_WORK REQUIRED_. Set down, unchanged, the line holding "has height=551, width=980." and all lines that follow it to the end of the material, leaving pictures out.

_MATERIAL SHOWN_.

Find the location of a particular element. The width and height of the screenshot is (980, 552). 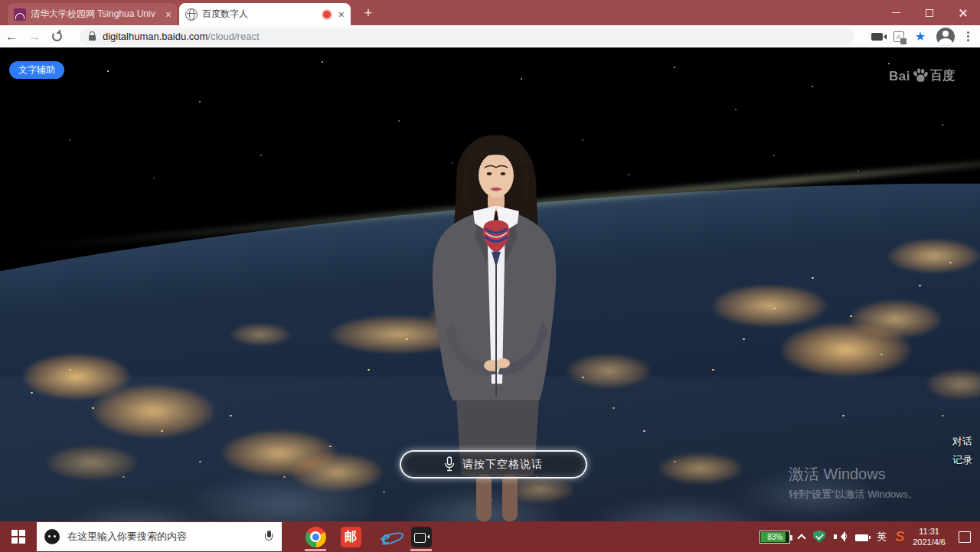

recording-indicator-icon is located at coordinates (327, 15).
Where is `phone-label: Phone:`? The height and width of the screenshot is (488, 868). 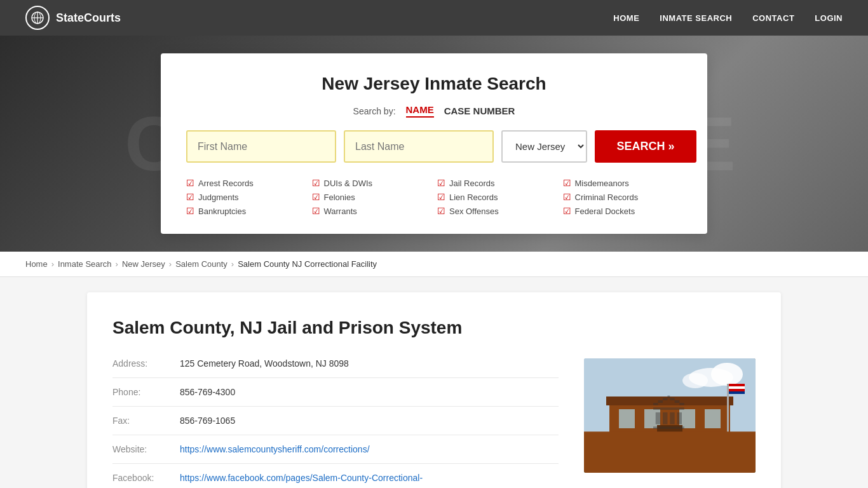
phone-label: Phone: is located at coordinates (141, 392).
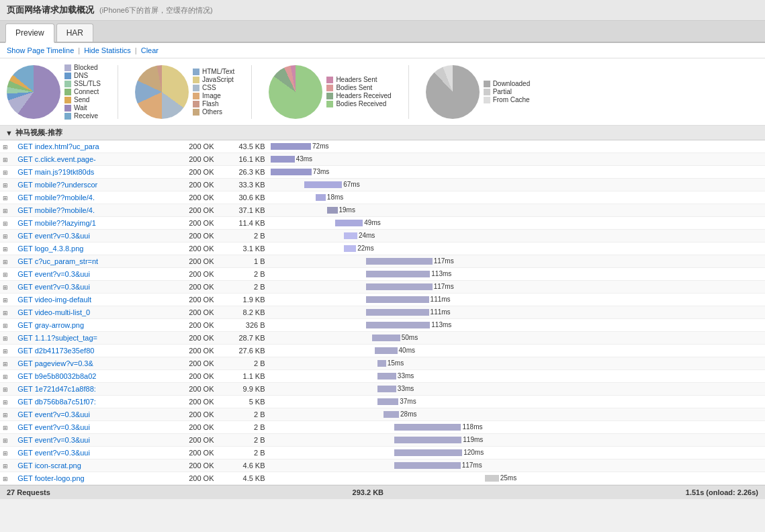  Describe the element at coordinates (383, 300) in the screenshot. I see `table-row: ⊞ GET video-img-default 200 OK 1.9 KB 11…` at that location.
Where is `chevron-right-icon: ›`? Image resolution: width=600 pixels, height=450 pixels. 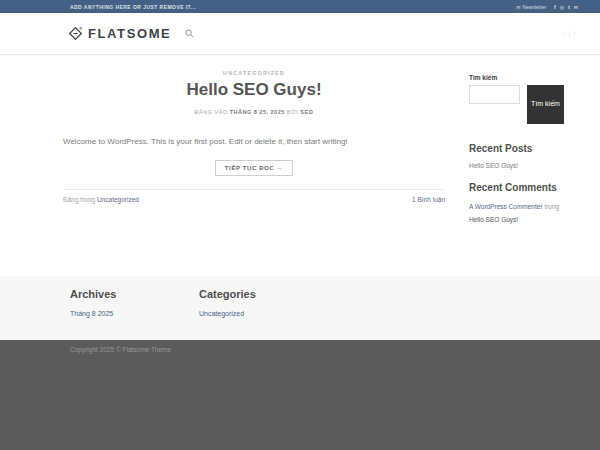 chevron-right-icon: › is located at coordinates (574, 34).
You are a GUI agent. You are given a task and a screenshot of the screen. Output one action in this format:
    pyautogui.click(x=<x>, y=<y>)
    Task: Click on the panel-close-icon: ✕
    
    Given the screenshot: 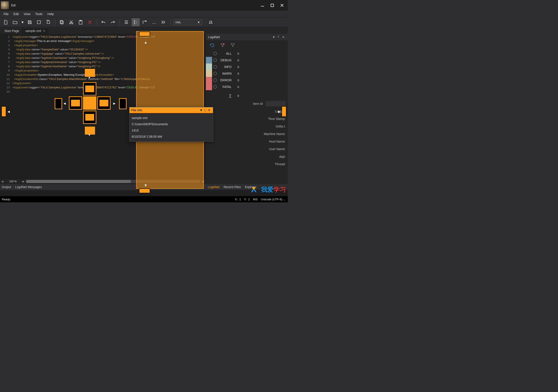 What is the action you would take?
    pyautogui.click(x=284, y=37)
    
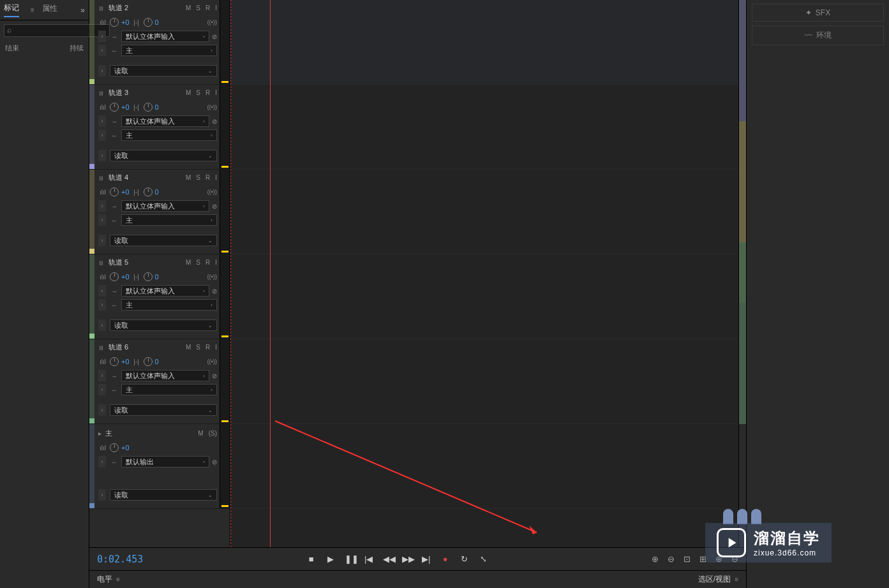  I want to click on tab-properties: 属性, so click(50, 10).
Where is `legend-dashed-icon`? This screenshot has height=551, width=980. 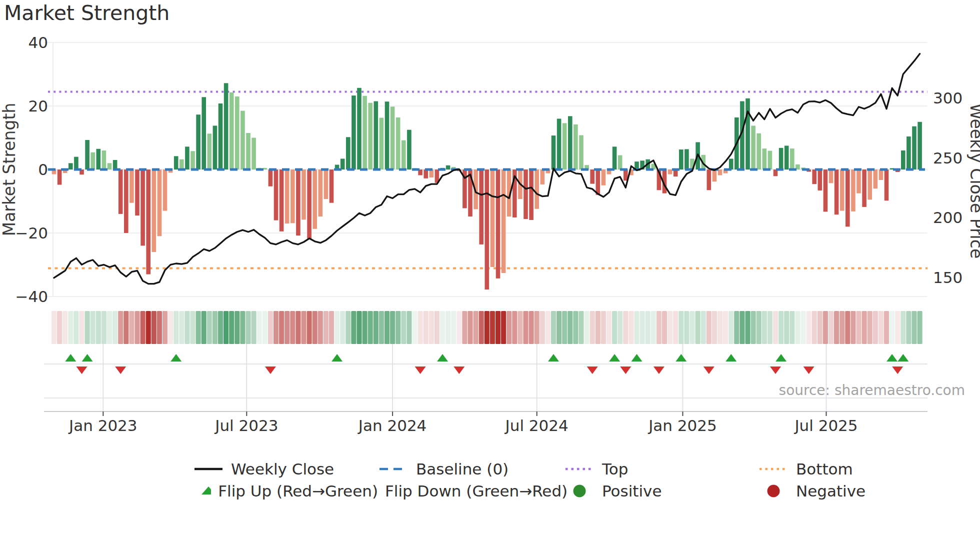
legend-dashed-icon is located at coordinates (394, 469).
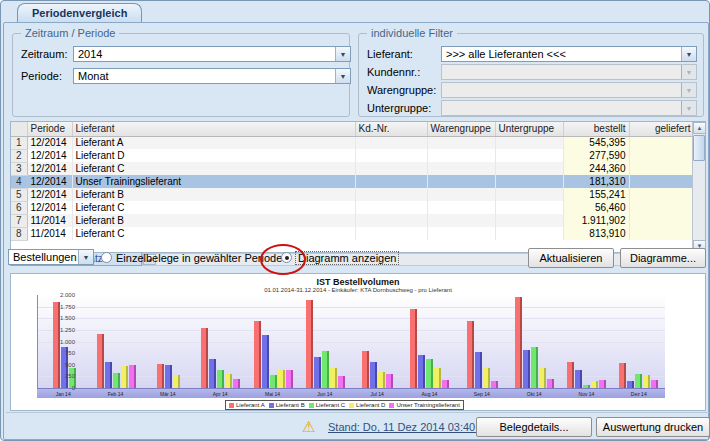 The image size is (710, 441). What do you see at coordinates (596, 234) in the screenshot?
I see `table-cell: 813,910` at bounding box center [596, 234].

_PROBLEM SOLUTION_.
Where is `legend-dashed-icon`? This screenshot has height=551, width=980. 
legend-dashed-icon is located at coordinates (394, 469).
 The image size is (710, 441). What do you see at coordinates (596, 234) in the screenshot?
I see `table-cell: 813,910` at bounding box center [596, 234].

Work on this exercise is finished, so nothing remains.